期刊
FRONTIERS IN BEHAVIORAL NEUROSCIENCE
卷 9, 期 -, 页码 -出版社
FRONTIERS MEDIA SA
DOI: 10.3389/fnbeh.2015.00243
关键词
mauls; emotion expression; emotion perception; lip-smacking; affiliative field; interoception
资金
- Ministero dell'Istruzione, dell'Universita e della Ricerca [PRIN 2010, 2010MEFNF7_005]
- European Commission Grant Cogsystems [FP7-250013]
- Interuniversity Attraction Poles (IAP) [P7/11]
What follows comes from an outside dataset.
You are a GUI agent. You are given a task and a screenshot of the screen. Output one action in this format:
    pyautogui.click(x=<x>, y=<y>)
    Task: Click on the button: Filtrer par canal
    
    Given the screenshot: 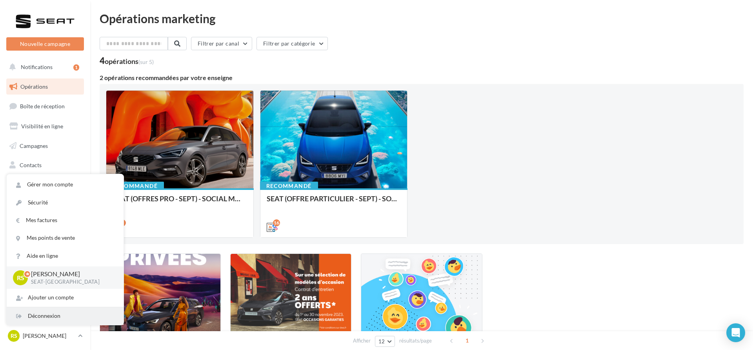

- RTM, la rete tecnologica multidisciplinare di IIT
Over the past two decades, the insula has been described as the sensory interoceptive cortex. As a consequence, human brain imaging studies have focused on its role in the sensory perception of emotions. However, evidence from neurophysiological studies in non-human primates have shown that the insula is also involved in generating emotional and communicative facial expressions. In particular, a recent study demonstrated that electrical stimulation of the mid-ventral sector of the insula evoked affiliative facial expressions. The present study aimed to describe the cortical connections of this affiliative field. To this aim, we identified the region with electrical stimulation and injected neural tracers to label incoming and outgoing projections. Our results show that the insular field underlying emotional expression is part of a network involving specific frontal, cingulate, temporal, and parietal areas, as well as the amygdala, the basal ganglia, and thalamus, indicating that this sector of the insula is a site of integration of motor, emotional, sensory and social information. Together with our previous functional studies, this result challenges the classic view of the insula as a multisensory area merely reflecting bodily and internal visceral states. In contrast, it supports an alternative perspective: that the emotional responses classically attributed to the insular cortex are endowed with an enactive component intrinsic to each social and emotional behavior.